ChatGPT challenges traditional teaching
This new software is causing concerns with its potential usage for plagiarism.
February 6, 2023
“Write me an article on the implications of generative AI on education.” The notion of typing an 11-word prompt into an online chatbot and receiving a coherent response seems far-fetched, but it has become a reality with the arrival of ChatGPT.
ChatGPT was launched in November 2022 by the artificial intelligence (AI) research company, OpenAI, whose “mission is to ensure that artificial general intelligence benefits all of humanity.” Its newest chatbot has certainly had a far-reaching impact, but its benefits have also ushered in disruptions within entire industries and the education system. The chatbot is versatile, formulating emails, blog posts and even poetry. It is capable of emulating human speech through a machine learning method conditioned to generate text in a conversational tone.
The advent of ChatGPT is a critical moment to reevaluate our educational system. Technology like ChatGPT will remain and cannot be cast aside; it is a symbol of the world we are moving towards. Educators and students need to learn how to use it as a resource to teach critical reasoning. ChatGPT can synthesize information, but it lacks depth. Educators across California have proposed to integrate ChatGPT as an opportunity for students to refine their writing skills through assessing how an AI-generated response could be improved upon.

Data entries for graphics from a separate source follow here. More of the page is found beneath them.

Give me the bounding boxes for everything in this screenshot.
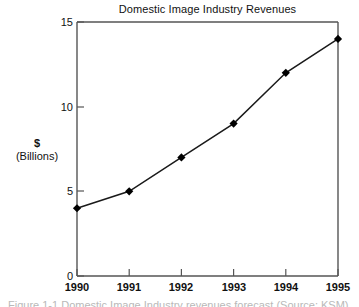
data-point-1990 xyxy=(73,204,81,212)
y-tick-label-5: 5 xyxy=(43,186,73,197)
data-point-1992 xyxy=(177,153,185,161)
x-tick-marks xyxy=(77,269,338,276)
data-series-line xyxy=(77,39,338,208)
x-tick-label-1990: 1990 xyxy=(54,281,100,293)
data-point-markers xyxy=(73,35,342,213)
y-axis-label: $ (Billions) xyxy=(6,137,68,163)
y-axis-label-line1: $ xyxy=(6,137,68,150)
x-tick-label-1994: 1994 xyxy=(263,281,309,293)
y-tick-marks xyxy=(77,22,84,276)
data-point-1991 xyxy=(125,187,133,195)
x-tick-label-1992: 1992 xyxy=(158,281,204,293)
chart-figure: Domestic Image Industry Revenues xyxy=(0,0,359,307)
data-point-1995 xyxy=(334,35,342,43)
x-tick-label-1991: 1991 xyxy=(106,281,152,293)
figure-caption-clipped: Figure 1-1 Domestic Image Industry reven… xyxy=(0,299,359,307)
y-axis-label-line2: (Billions) xyxy=(6,150,68,163)
y-tick-label-15: 15 xyxy=(43,17,73,28)
x-tick-label-1995: 1995 xyxy=(315,281,359,293)
x-tick-label-1993: 1993 xyxy=(211,281,257,293)
axis-lines xyxy=(77,22,338,276)
y-tick-label-10: 10 xyxy=(43,102,73,113)
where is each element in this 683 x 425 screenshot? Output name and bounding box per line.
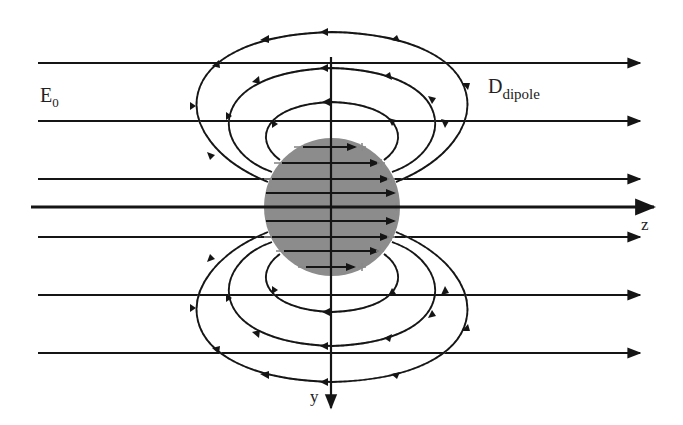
applied-field-label: E0 (40, 84, 59, 110)
dipole-field-diagram: E0 Ddipole z y (0, 0, 683, 425)
z-axis-label: z (641, 215, 649, 234)
dipole-field-label: Ddipole (488, 75, 540, 102)
y-axis-label: y (310, 387, 319, 406)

Students often resort to mechanisms of cheating out of desperation or a lack of understanding, making ChatGPT’s instant generation of coherent knowledge seem especially alluring. ChatGPT can supplement learning writing, but it cannot replace it. Every student needs to realize that they wield a distinct, individual voice that cannot be replicated by a machine. Educators can reconfigure their classrooms to prevent student usage of ChatGPT through encouraging them to appreciate the writing process and seek assistance when needed.
The popularization of ChatGPT gives educators an opportunity to reflect on how they can pivot towards designing a curriculum that entails deeper, more sophisticated thinking that cannot be achieved by automation. ChatGPT can be harnessed to model concepts for students, synthesizing examples within minutes for students to comment on and giving way to a more interactive, inquiry-based learning environment. The bot can also promote information literacy through allowing students to amend the factual inaccuracies it reports. ChatGPT doesn’t restrict thinking; it can potentially open a repository of information for students to explore.
Some students fantasize that essay writing will be outsourced by ChatGPT. However, we must realize it is a machine, not a human. Although it has been regarded as a force that will surely revolutionize the future, ChatGPT merely generates words; it will never be able to understand, rendering the automation of communication futile. The individuality of human expression is what transcends beyond generative AI, and it cannot be co-opted by a machine to suppress the emotion and creativity within written communication.